While some artists realize their internal visions out of whole cloth, others are like magpies, collecting visual fragments and putting them together in unpredictable ways. A brilliant example of the latter kind of artist is Jess (born Burgess Collins), who died in 2004 at 80. A San Francisco artist who was intimately connected to that city's visual-art and literary scenes, Jess created what his longtime partner, the poet Robert Duncan, evocatively called "visible poems" or "a night language."
Viewers can immerse themselves in Jess' world in "Jess: To and From the Printed Page," on display at the Madison Museum of Contemporary Art. The show is a traveling exhibition organized by New York-based Independent Curators International. MMoCA has wisely supplemented it with "California Context," works from the museum's own permanent collection that shed light on other kinds of art-making in Jess' time and place.
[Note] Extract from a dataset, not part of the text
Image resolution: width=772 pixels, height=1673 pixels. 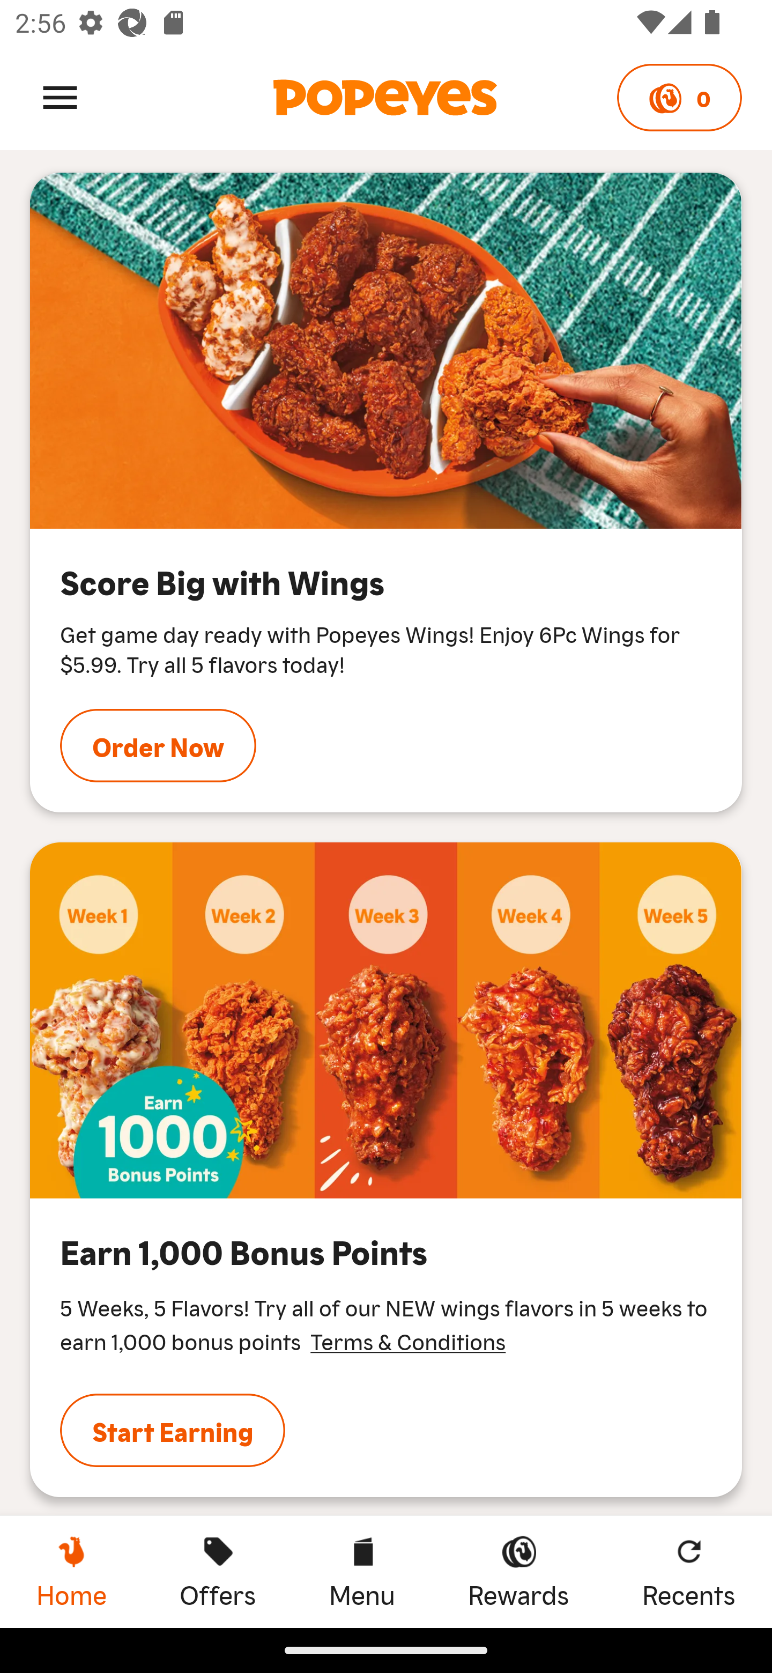 What do you see at coordinates (386, 350) in the screenshot?
I see `Score Big with Wings` at bounding box center [386, 350].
Jess might be dubbed a proto-postmodernist, cleverly remixing bits and pieces of visual culture both high and low before postmodernism as such really existed. The 1950s, in which Jess' artistic production really took off, were the years in which Abstract Expressionism was at its fashionable zenith. Jess, on the other hand, drew heavily from earlier precedents like the symbolist painter Odilon Redon and surrealist collagists like Max Ernst - to name just a few of the dozens of influences called to mind by Jess' work.
When one draws from predecessors, the danger is that the resulting work might appear derivative, but such is not the case here. Jess' fascinatingly complex collages, many of which were designed to serve as exhibition posters, book covers and the like, hold the viewer's attention and have more to offer the more you have time to look. Jess' vision is by turns funny, melancholy, erotic and mysterious.
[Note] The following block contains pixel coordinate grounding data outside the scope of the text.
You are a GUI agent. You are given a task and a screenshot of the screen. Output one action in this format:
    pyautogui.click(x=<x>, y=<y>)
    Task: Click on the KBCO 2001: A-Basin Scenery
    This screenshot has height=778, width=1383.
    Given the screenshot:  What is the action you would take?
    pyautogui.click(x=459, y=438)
The show doesn't focus strictly on collage, however; a number of Jess' paintings and some drawings are also on view. Among the paintings, "The Adams Family in Nesbittland" (a reference to children's author Elizabeth Nesbitt) is especially fascinating, framed by a strip of velvet, a thick rope and an old wooden door. The style of the fantastical painting itself is almost a blend of folk art and the deadpan surrealism of Giorgio de Chirico.
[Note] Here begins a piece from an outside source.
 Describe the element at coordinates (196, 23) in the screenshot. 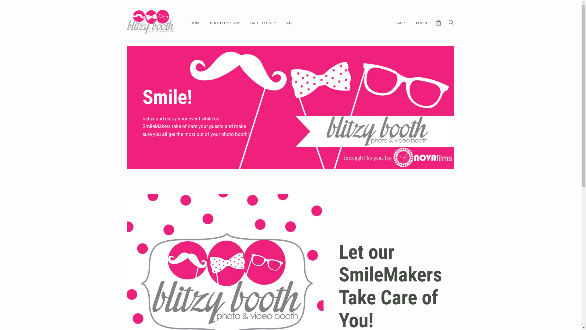

I see `HOME` at that location.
Jess' biography is nearly as interesting as his art. He was drafted into the military in 1943 and played a small role in the Manhattan Project as a chemist. A few years after the war, he renounced science in favor of art. He also dropped his surname after a falling out with his family. In 1951 he exchanged vows with Robert Duncan, and the pair remained together until Duncan's death in 1988. Together, the two led a rich artistic life.
"To and From the Printed Page" proves Jess to be a prodigiously inventive and versatile artist capable of working in several modes simultaneously. Interested in everything from children's literature to romanticism, Jess was both conduit and creator.